Using git hooks to deploy your web application

09 August 2013

Often times when building web applications, I used to spend time deploying my web applications via ssh and scp. Then I used Heroku for a few projects, and I really liked that deploying to heroku was as easy as it could be.

    git push heroku master

I wanted to have a similar deployment scheme on my own projects that aren’t deployed on Heroku.

How it works

Since git is a distributed version control system, you can push the code that lives on your machine to another machine very easily via ssh. So your first instinct is to set up a repo in the location that your code needs to be deployed, and push to it via git. This is a good instinct, but git does not allow you to push code to a working copy. To resolve this, you will create a bare repository on your server, and push to it. You will also set up a git hook to automatically deploy your application when code gets pushed to the bare repository.

Setting it up

Before you start, your codebase needs to be in a git repository. This could be a Github repository that you use for version control. I will assume that your codebase lives in one directory called project on your development machine, which I will refer to as develop.

This codebase will be deployed to your server. I will refer to your server as deploy.

Now, you are going to create a bare git repository on deploy, and you will be able to push to it from develop.

username@deploy:~$ mkdir repos # this is the dir where all your repos will be stored.
username@deploy:~$ cd repos
username@deploy:~/repos$ mkdir project.git 
username@deploy:~/repos$ cd project.git # You can replace this with the name of your project.
username@deploy:~/repos/project.git$ git init --bare
# Initialized empty Git repository in /home/username/repos/project.git

You will now set up your codebase on develop to push to the repos/project.git directory on deploy.

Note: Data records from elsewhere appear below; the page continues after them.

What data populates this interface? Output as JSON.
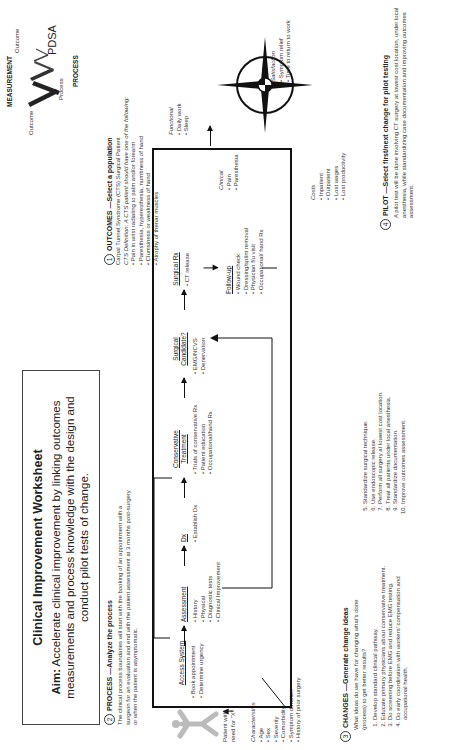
{
  "header": {
    "title": "Clinical Improvement Worksheet",
    "aim_label": "Aim:",
    "aim_text": "Accelerate clinical improvement by linking outcomes measurements and process knowledge with the design and conduct pilot tests of change."
  },
  "measurement_diagram": {
    "label_top": "MEASUREMENT",
    "label_bottom": "PROCESS",
    "outcome_left": "Outcome",
    "process_label": "Process",
    "outcome_right": "Outcome",
    "pdsa": "PDSA"
  },
  "sections": {
    "process": {
      "number": "2",
      "heading": "PROCESS —Analyze the process",
      "text": "The clinical process boundaries will start with the booking of an appointment with a surgeon for an evaluation and end with the patient assessment at 3 months post-surgery or when the patient is asymptomatic."
    },
    "outcomes": {
      "number": "1",
      "heading": "OUTCOMES —Select a population",
      "line1": "Carpal Tunnel Syndrome (CTS) Surgical Patient",
      "line2": "CTS Definition: A CTS patient should have one of the following:",
      "bullets": [
        "Pain in wrist radiating to palm and/or forearm",
        "Paresthesia, hyperesthesia, numbness of hand",
        "Clumsiness or weakness of hand",
        "Atrophy of thenar muscles"
      ]
    },
    "changes": {
      "number": "3",
      "heading": "CHANGES —Generate change ideas",
      "question": "What ideas do we have for changing what's done (process) to get better results?",
      "items_left": [
        "Develop standard clinical pathway.",
        "Educate primary physicians about conservative treatment.",
        "Do screening before EMG and reduce EMG testing.",
        "Do early coordination with workers' compensation and occupational health."
      ],
      "items_right": [
        "Standardize surgical technique.",
        "Use endoscopic release.",
        "Perform all surgery at lowest cost location.",
        "Treat all patients under local anesthesia.",
        "Standardize documentation.",
        "Improve outcomes assessment."
      ]
    },
    "pilot": {
      "number": "4",
      "heading": "PILOT —Select first/next change for pilot testing",
      "text": "A pilot test will be done involving CT surgery at lowest cost location, under local anesthesia, while standardizing case documentation and improving outcomes assessment."
    }
  },
  "process_flow": {
    "patient_label": "Patient with need for \"X\"",
    "characteristics_label": "Characteristics",
    "characteristics": [
      "Age",
      "Sex",
      "Severity",
      "Comorbidity",
      "Symptom duration",
      "History of prior surgery"
    ],
    "steps": [
      {
        "title": "Access System",
        "items": [
          "Book appointment",
          "Determine urgency"
        ]
      },
      {
        "title": "Assessment",
        "items": [
          "History",
          "Physical",
          "Diagnostic tests",
          "Clinical Improvement"
        ]
      },
      {
        "title": "Dx",
        "items": [
          "Establish Dx"
        ]
      },
      {
        "title": "Conservative Treatment",
        "items": [
          "Trials of conservative Rx",
          "Patient education",
          "Occupational/hand Rx"
        ]
      },
      {
        "title": "Surgical Candidate?",
        "items": [
          "EMG/NCVS",
          "Denervation"
        ]
      },
      {
        "title": "Surgical Rx",
        "items": [
          "CT release"
        ]
      },
      {
        "title": "Follow-up",
        "items": [
          "Wound check",
          "Dressing/splint removal",
          "Physician f/u visit",
          "Occupational/ hand Rx"
        ]
      }
    ]
  },
  "compass": {
    "functional": {
      "label": "Functional",
      "items": [
        "Daily work",
        "Sleep"
      ]
    },
    "satisfaction": {
      "label": "Satisfaction",
      "items": [
        "Symptom relief",
        "Time to return to work"
      ]
    },
    "clinical": {
      "label": "Clinical",
      "items": [
        "Pain",
        "Paresthesia"
      ]
    },
    "costs": {
      "label": "Costs",
      "items": [
        "Inpatient",
        "Outpatient",
        "Lost wages",
        "Lost productivity"
      ]
    }
  }
}
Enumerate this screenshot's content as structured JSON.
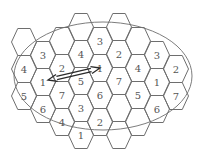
{
  "diagram": {
    "ellipse": {
      "cx": 103,
      "cy": 76,
      "rx": 89,
      "ry": 54
    },
    "hex": {
      "half_width": 12.5,
      "half_height": 13.5
    },
    "cells": [
      {
        "x": 24,
        "y": 42,
        "label": ""
      },
      {
        "x": 24,
        "y": 69,
        "label": "4"
      },
      {
        "x": 24,
        "y": 96,
        "label": "5"
      },
      {
        "x": 43,
        "y": 55,
        "label": "3"
      },
      {
        "x": 43,
        "y": 82,
        "label": "1"
      },
      {
        "x": 43,
        "y": 109,
        "label": "6"
      },
      {
        "x": 62,
        "y": 41,
        "label": ""
      },
      {
        "x": 62,
        "y": 68,
        "label": "2"
      },
      {
        "x": 62,
        "y": 95,
        "label": "7"
      },
      {
        "x": 62,
        "y": 122,
        "label": "4"
      },
      {
        "x": 81,
        "y": 27,
        "label": ""
      },
      {
        "x": 81,
        "y": 54,
        "label": "4"
      },
      {
        "x": 81,
        "y": 81,
        "label": "5"
      },
      {
        "x": 81,
        "y": 108,
        "label": "3"
      },
      {
        "x": 81,
        "y": 135,
        "label": "1"
      },
      {
        "x": 100,
        "y": 41,
        "label": "3"
      },
      {
        "x": 100,
        "y": 68,
        "label": "1"
      },
      {
        "x": 100,
        "y": 95,
        "label": "6"
      },
      {
        "x": 100,
        "y": 122,
        "label": "2"
      },
      {
        "x": 119,
        "y": 27,
        "label": ""
      },
      {
        "x": 119,
        "y": 54,
        "label": "2"
      },
      {
        "x": 119,
        "y": 81,
        "label": "7"
      },
      {
        "x": 119,
        "y": 108,
        "label": ""
      },
      {
        "x": 119,
        "y": 135,
        "label": ""
      },
      {
        "x": 138,
        "y": 41,
        "label": ""
      },
      {
        "x": 138,
        "y": 68,
        "label": "4"
      },
      {
        "x": 138,
        "y": 95,
        "label": "5"
      },
      {
        "x": 138,
        "y": 122,
        "label": ""
      },
      {
        "x": 157,
        "y": 55,
        "label": "3"
      },
      {
        "x": 157,
        "y": 82,
        "label": "1"
      },
      {
        "x": 157,
        "y": 109,
        "label": "6"
      },
      {
        "x": 176,
        "y": 69,
        "label": "2"
      },
      {
        "x": 176,
        "y": 96,
        "label": "7"
      }
    ],
    "arrow": {
      "from": {
        "x": 48,
        "y": 80
      },
      "to": {
        "x": 100,
        "y": 68
      },
      "style": "double-headed",
      "description": "reuse distance between co-channel cells labeled 1"
    },
    "colors": {
      "stroke": "#6e6e6e",
      "label": "#555555",
      "arrow": "#2a2a2a",
      "background": "#ffffff"
    }
  }
}
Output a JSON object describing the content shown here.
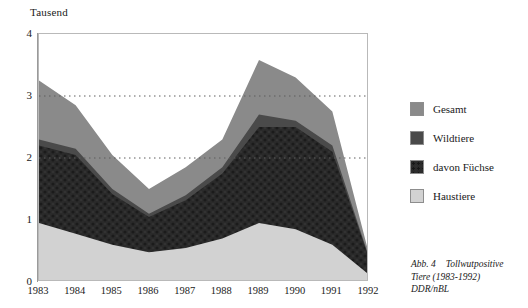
{
  "axis_title": "Tausend",
  "legend": {
    "items": [
      {
        "label": "Gesamt",
        "color": "#8a8a8a"
      },
      {
        "label": "Wildtiere",
        "color": "#4a4a4a"
      },
      {
        "label": "davon Füchse",
        "color": "#2a2a2a"
      },
      {
        "label": "Haustiere",
        "color": "#d2d2d2"
      }
    ]
  },
  "caption": {
    "line1_label": "Abb. 4",
    "line1_text": "Tollwutpositive",
    "line2": "Tiere (1983-1992)",
    "line3": "DDR/nBL"
  },
  "chart_data": {
    "type": "area",
    "title": "Tollwutpositive Tiere (1983-1992) DDR/nBL",
    "xlabel": "",
    "ylabel": "Tausend",
    "ylim": [
      0,
      4
    ],
    "yticks": [
      0,
      1,
      2,
      3,
      4
    ],
    "grid": "dotted horizontal gridlines at 2 and 3",
    "gridlines": [
      2,
      3
    ],
    "legend_position": "right",
    "stacked": false,
    "note": "Overlaid cumulative curves: Gesamt is the total envelope, Wildtiere lies below it, davon Fuechse is a subset of Wildtiere, Haustiere is the lowest band.",
    "categories": [
      "1983",
      "1984",
      "1985",
      "1986",
      "1987",
      "1988",
      "1989",
      "1990",
      "1991",
      "1992"
    ],
    "x": [
      1983,
      1984,
      1985,
      1986,
      1987,
      1988,
      1989,
      1990,
      1991,
      1992
    ],
    "series": [
      {
        "name": "Gesamt",
        "color": "#8a8a8a",
        "values": [
          3.25,
          2.85,
          2.05,
          1.5,
          1.85,
          2.3,
          3.58,
          3.3,
          2.75,
          0.45
        ]
      },
      {
        "name": "Wildtiere",
        "color": "#4a4a4a",
        "values": [
          2.3,
          2.15,
          1.5,
          1.1,
          1.4,
          1.85,
          2.7,
          2.6,
          2.2,
          0.4
        ]
      },
      {
        "name": "davon Füchse",
        "color": "#2a2a2a",
        "values": [
          2.2,
          2.05,
          1.42,
          1.05,
          1.32,
          1.75,
          2.5,
          2.5,
          2.1,
          0.38
        ]
      },
      {
        "name": "Haustiere",
        "color": "#d2d2d2",
        "values": [
          0.95,
          0.78,
          0.6,
          0.48,
          0.55,
          0.7,
          0.95,
          0.85,
          0.6,
          0.12
        ]
      }
    ]
  }
}
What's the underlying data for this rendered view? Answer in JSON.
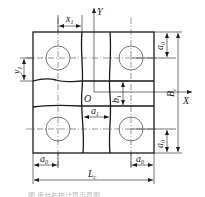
{
  "diagram": {
    "axes": {
      "x_label": "X",
      "y_label": "Y",
      "origin_label": "O"
    },
    "dimensions": {
      "x1": {
        "main": "x",
        "sub": "1"
      },
      "y1": {
        "main": "y",
        "sub": "1"
      },
      "a0_top_right": {
        "main": "a",
        "sub": "0"
      },
      "a0_bottom_right": {
        "main": "a",
        "sub": "0"
      },
      "a0_bottom_left": {
        "main": "a",
        "sub": "0"
      },
      "a0_bottom_right_h": {
        "main": "a",
        "sub": "0"
      },
      "b1": {
        "main": "b",
        "sub": "1"
      },
      "a1": {
        "main": "a",
        "sub": "1"
      },
      "Bc": {
        "main": "B",
        "sub": "c"
      },
      "Lc": {
        "main": "L",
        "sub": "c"
      }
    },
    "caption": "图  承台布桩计算示意图"
  }
}
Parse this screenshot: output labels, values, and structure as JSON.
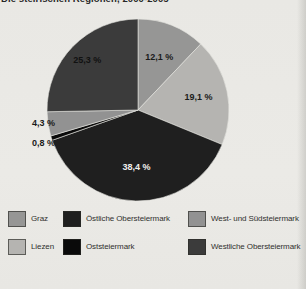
{
  "title": "Die steirischen Regionen, 2000-2005",
  "background_color": "#e9e8e4",
  "chart_data": {
    "type": "pie",
    "title": "Die steirischen Regionen, 2000-2005",
    "direction": "clockwise",
    "start_angle_deg": 0,
    "legend_position": "bottom",
    "value_unit": "%",
    "slices": [
      {
        "id": "graz",
        "name": "Graz",
        "value": 12.1,
        "label": "12,1 %",
        "color": "#969695",
        "label_color": "#1b1b1b"
      },
      {
        "id": "liezen",
        "name": "Liezen",
        "value": 19.1,
        "label": "19,1 %",
        "color": "#b5b4b1",
        "label_color": "#1b1b1b"
      },
      {
        "id": "oestliche-obersteiermark",
        "name": "Östliche Obersteiermark",
        "value": 38.4,
        "label": "38,4 %",
        "color": "#1f1f1f",
        "label_color": "#f0efec"
      },
      {
        "id": "oststeiermark",
        "name": "Oststeiermark",
        "value": 0.8,
        "label": "0,8 %",
        "color": "#0a0a0a",
        "label_color": "#1b1b1b"
      },
      {
        "id": "west-und-suedsteiermark",
        "name": "West- und Südsteiermark",
        "value": 4.3,
        "label": "4,3 %",
        "color": "#929292",
        "label_color": "#1b1b1b"
      },
      {
        "id": "westliche-obersteiermark",
        "name": "Westliche Obersteiermark",
        "value": 25.3,
        "label": "25,3 %",
        "color": "#3b3b3b",
        "label_color": "#111111"
      }
    ]
  },
  "legend": {
    "items": [
      {
        "id": "graz",
        "label": "Graz",
        "color": "#969695"
      },
      {
        "id": "oestliche-obersteiermark",
        "label": "Östliche Obersteiermark",
        "color": "#1f1f1f"
      },
      {
        "id": "west-und-suedsteiermark",
        "label": "West- und Südsteiermark",
        "color": "#929292"
      },
      {
        "id": "liezen",
        "label": "Liezen",
        "color": "#b5b4b1"
      },
      {
        "id": "oststeiermark",
        "label": "Oststeiermark",
        "color": "#0a0a0a"
      },
      {
        "id": "westliche-obersteiermark",
        "label": "Westliche Obersteiermark",
        "color": "#3b3b3b"
      }
    ]
  }
}
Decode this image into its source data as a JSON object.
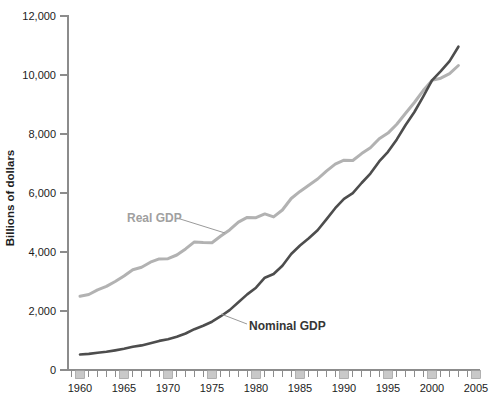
{
  "figure": {
    "real_label": "Real GDP",
    "nominal_label": "Nominal GDP"
  },
  "colors": {
    "real_line": "#b2b2b2",
    "nominal_line": "#4d4d4d",
    "real_label_text": "#a0a0a0",
    "nominal_label_text": "#363636",
    "axis": "#8c8c8c",
    "tick_text": "#1c1c1c",
    "marker_box_fill": "#c9c9c9",
    "marker_box_stroke": "#999999",
    "leader_line": "#9a9a9a"
  },
  "chart_data": {
    "type": "line",
    "title": "",
    "xlabel": "",
    "ylabel": "Billions of dollars",
    "ylim": [
      0,
      12000
    ],
    "x_range": [
      1959,
      2005
    ],
    "grid": false,
    "legend_position": "inline-annotations",
    "y_ticks": [
      0,
      2000,
      4000,
      6000,
      8000,
      10000,
      12000
    ],
    "y_tick_labels": [
      "0",
      "2,000",
      "4,000",
      "6,000",
      "8,000",
      "10,000",
      "12,000"
    ],
    "x_tick_years": [
      1960,
      1965,
      1970,
      1975,
      1980,
      1985,
      1990,
      1995,
      2000,
      2005
    ],
    "x_tick_labels": [
      "1960",
      "1965",
      "1970",
      "1975",
      "1980",
      "1985",
      "1990",
      "1995",
      "2000",
      "2005"
    ],
    "years": [
      1960,
      1961,
      1962,
      1963,
      1964,
      1965,
      1966,
      1967,
      1968,
      1969,
      1970,
      1971,
      1972,
      1973,
      1974,
      1975,
      1976,
      1977,
      1978,
      1979,
      1980,
      1981,
      1982,
      1983,
      1984,
      1985,
      1986,
      1987,
      1988,
      1989,
      1990,
      1991,
      1992,
      1993,
      1994,
      1995,
      1996,
      1997,
      1998,
      1999,
      2000,
      2001,
      2002,
      2003
    ],
    "series": [
      {
        "name": "Real GDP",
        "color": "#b2b2b2",
        "values": [
          2502,
          2560,
          2715,
          2834,
          2999,
          3191,
          3399,
          3485,
          3653,
          3765,
          3772,
          3899,
          4105,
          4342,
          4320,
          4311,
          4541,
          4750,
          5015,
          5173,
          5162,
          5292,
          5189,
          5424,
          5814,
          6054,
          6264,
          6475,
          6743,
          6981,
          7113,
          7101,
          7337,
          7533,
          7836,
          8032,
          8329,
          8704,
          9067,
          9470,
          9817,
          9891,
          10049,
          10321
        ]
      },
      {
        "name": "Nominal GDP",
        "color": "#4d4d4d",
        "values": [
          526,
          545,
          586,
          618,
          664,
          719,
          788,
          833,
          910,
          985,
          1039,
          1127,
          1238,
          1383,
          1500,
          1638,
          1825,
          2031,
          2295,
          2563,
          2790,
          3128,
          3255,
          3537,
          3933,
          4220,
          4463,
          4739,
          5104,
          5484,
          5803,
          5996,
          6338,
          6657,
          7072,
          7398,
          7817,
          8304,
          8747,
          9268,
          9817,
          10128,
          10470,
          10961
        ]
      }
    ]
  }
}
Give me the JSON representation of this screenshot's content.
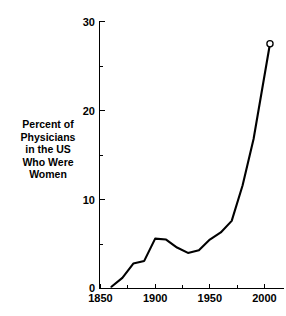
{
  "chart_data": {
    "type": "line",
    "title": "",
    "subtitle": "",
    "xlabel": "",
    "ylabel": "Percent of\nPhysicians\nin the US\nWho Were\nWomen",
    "ylabel_lines": [
      "Percent of",
      "Physicians",
      "in the US",
      "Who Were",
      "Women"
    ],
    "xlim": [
      1850,
      2010
    ],
    "ylim": [
      0,
      30
    ],
    "x_ticks": [
      1850,
      1900,
      1950,
      2000
    ],
    "x_tick_labels": [
      "1850",
      "1900",
      "1950",
      "2000"
    ],
    "x_minor_ticks": [
      1875,
      1925,
      1975
    ],
    "y_ticks": [
      0,
      10,
      20,
      30
    ],
    "y_tick_labels": [
      "0",
      "10",
      "20",
      "30"
    ],
    "y_minor_ticks": [
      5,
      15,
      25
    ],
    "grid": false,
    "legend": false,
    "legend_position": "none",
    "line_color": "#000000",
    "background_color": "#ffffff",
    "marker": "open-circle-endpoint",
    "x": [
      1860,
      1870,
      1880,
      1890,
      1900,
      1910,
      1920,
      1930,
      1940,
      1950,
      1960,
      1970,
      1980,
      1990,
      2005
    ],
    "values": [
      0.2,
      1.2,
      2.8,
      3.1,
      5.6,
      5.5,
      4.6,
      4.0,
      4.3,
      5.5,
      6.3,
      7.6,
      11.6,
      16.8,
      27.5
    ],
    "series": [
      {
        "name": "Percent of Physicians in the US Who Were Women",
        "values": [
          0.2,
          1.2,
          2.8,
          3.1,
          5.6,
          5.5,
          4.6,
          4.0,
          4.3,
          5.5,
          6.3,
          7.6,
          11.6,
          16.8,
          27.5
        ]
      }
    ]
  },
  "axes": {
    "y_axis_name": "percent-axis",
    "x_axis_name": "year-axis"
  }
}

username@develop:~$ cd /path/to/my/project
username@develop:~/code/project$ git status 
# This must be a git repo.
username@develop:~/code/project$ git remote add deploy username@deploy:~/repos/project.git # This is the path to your bare repo.
username@develop:~/code/project$ git push deploy master 

This will push your codebase, to the bare repository you just created on deploy. You can verify this by cloning the bare repository if you’d like.

username@develop:~$ cd /tmp
username@develop:/tmp$ git clone username@deploy:~/repos/project.git
# Cloning into 'project'...
# remote: Counting objects: 666, done.
# remote: Compressing objects: 100% (417/417), done.
# remote: Total 666 (delta 255), reused 632 (delta 221)
# Receiving objects: 100% (666/666), 621.96 KiB | 462 KiB/s, done.
# Resolving deltas: 100% (255/255), done.
username@develop:/tmp$ cd project
username@develop:/tmp$ ls
# make sure your files are here.

Now that we are pushing to the repos/project.git directory on deploy. Let’s set up our repository to actually deploy its code. I’ll assume that your application gets deployed to /var/www/myproject.com .

username@deploy:~$ cd repos/project.git
username@deploy:~$ ls
# HEAD  branches  config  description  hooks  info  objects  refs
username@deploy:~$ cd hooks
username@deploy:~$ [editor] post-receive

The post-receive hook gets called by git right after code gets pushed to a repository (right after git push deploy master). We will make this hook deploy your application to /var/www/myproject.com . Using an editor of your choice, place the following in the post-receive file.

#!/bin/bash

### This file gets run when code is pushed to the project.git directory.

GIT_WORK_TREE=/var/www/myproject.com git checkout -f

Make the hook executable.

username@deploy:~/repos/project.git/hooks$ chmod +x post-receive

Make sure that your user has permissions to write to /var/www/myproject.com. This is it! You can now deploy your code anytime you want by running:

username@develop:~/code/project$ git push deploy master

Verify that your code is deployed when you push, and you should never need to use scp to deploy ever again.